The familiar legend insists the bowl was modeled on the breast of Marie Antoinette—or, depending on the storyteller, Madame de Pompadour. Cute story. Zero evidence. Pure 19th-century fantasy invented by people who liked their glassware with a saucy backstory.
The real origin sits in the early 18th century. French glassmakers were already producing shallow, broad-bowled wine glasses for sweet and sparkling wines long before the fluted style existed. The earliest printed references to a “coupe” for champagne date to the 1720s–1740s—when champagne was still often drunk more like a sweet, still wine. The bubbly stuff we think of as modern champagne didn’t get fully stabilized until later in the century.
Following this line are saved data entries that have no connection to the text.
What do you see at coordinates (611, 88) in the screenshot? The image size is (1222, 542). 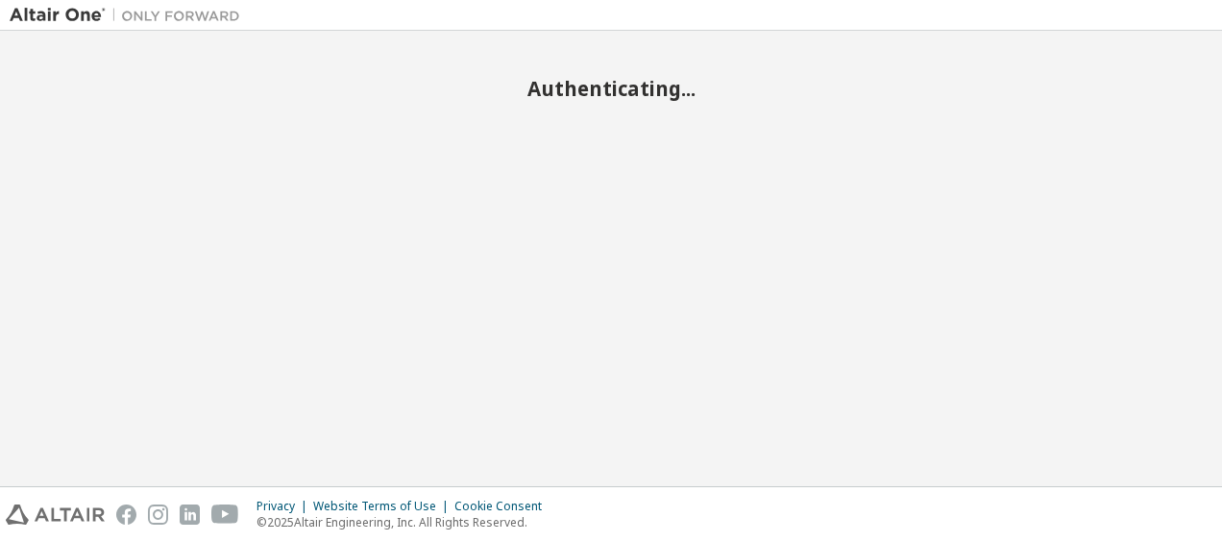 I see `h2: Authenticating...` at bounding box center [611, 88]. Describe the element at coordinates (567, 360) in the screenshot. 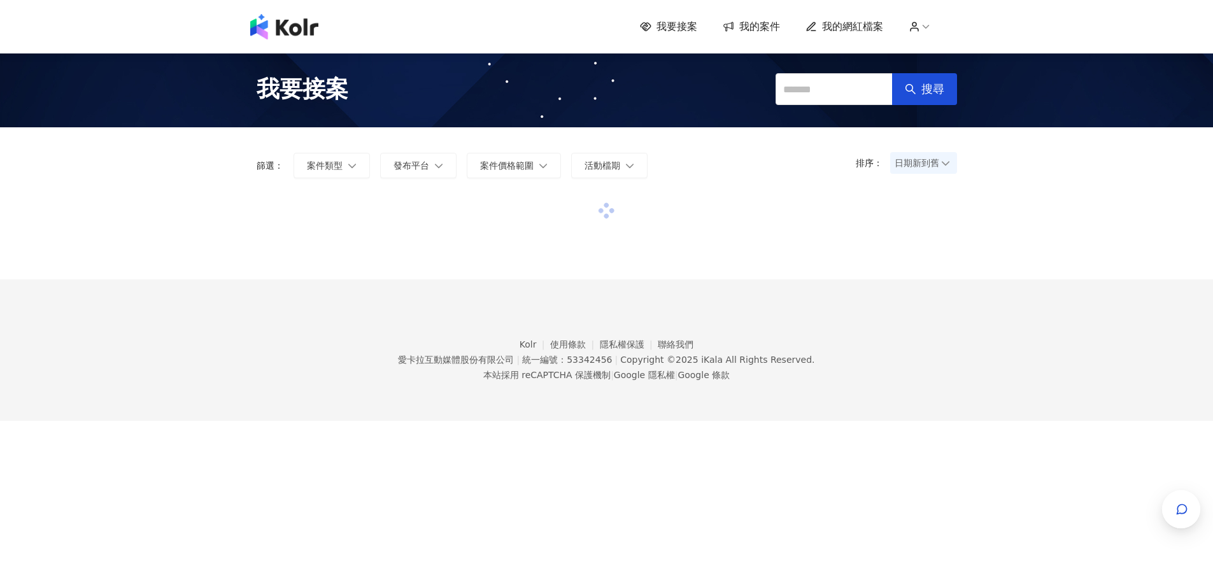

I see `div: 統一編號：53342456` at that location.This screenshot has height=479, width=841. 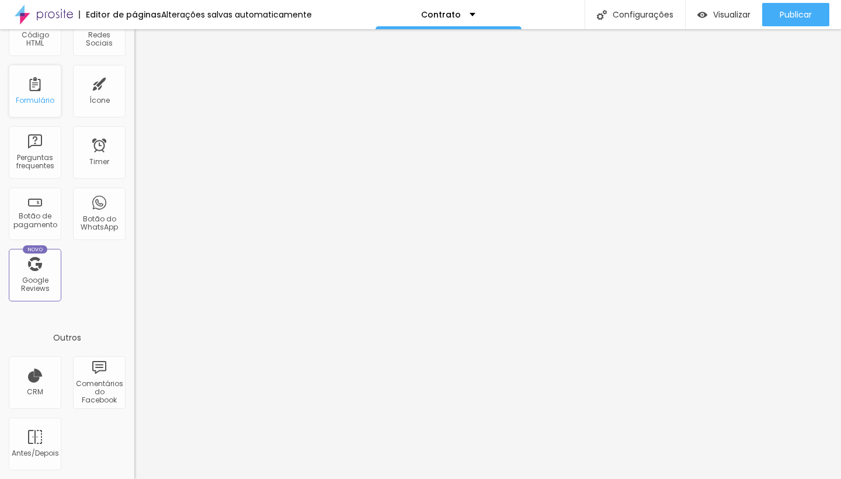 I want to click on div: Editor de páginas, so click(x=120, y=15).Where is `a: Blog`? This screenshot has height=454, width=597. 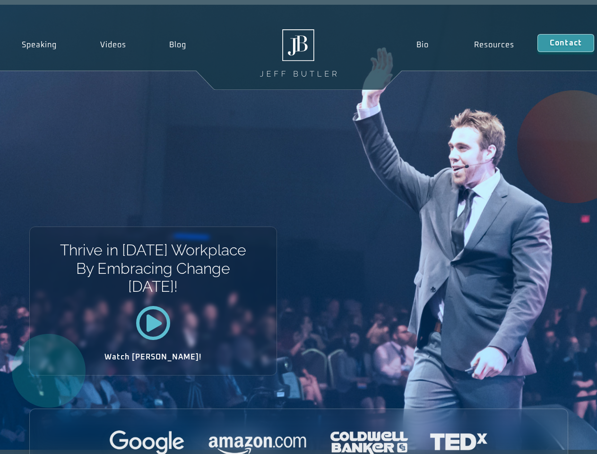 a: Blog is located at coordinates (178, 45).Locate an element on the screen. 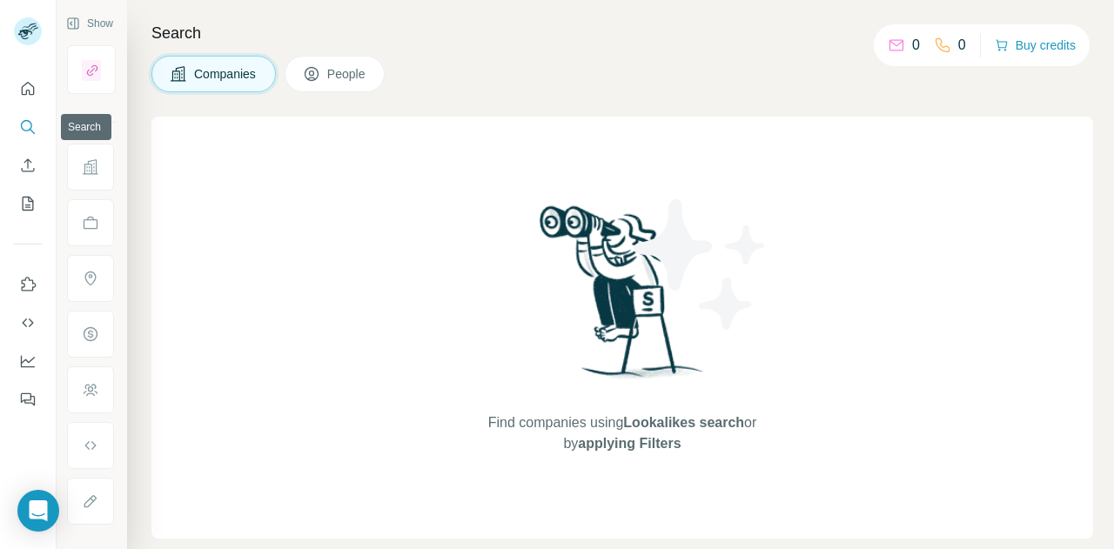  button: Use Surfe on LinkedIn is located at coordinates (28, 285).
The coupe’s shape makes immediate sense in that older era. Big bowl: let aromas disperse. Wide opening: release the aggressive fizz of early, less-refined champagnes. No one was worried about preserving bubbles with scientific efficiency; they were worried about not having the cork take out an eye.
The funny twist is that by the late 19th and early 20th centuries—after winemaking improved and carbonation became more deliberate—the coupe stuck around mostly because it looked glamorous. Think Belle Époque Paris, Art Deco hotels, Hollywood golden age. It photographed beautifully. It stacked beautifully in those ridiculous champagne towers. And etiquette guides praised it for being “seductive,” which is not a metric we use in glass engineering today.
I've never visited Carmel. It must be a tiny village if one can't escape the sound of pickleball paddles anywhere within its boundaries.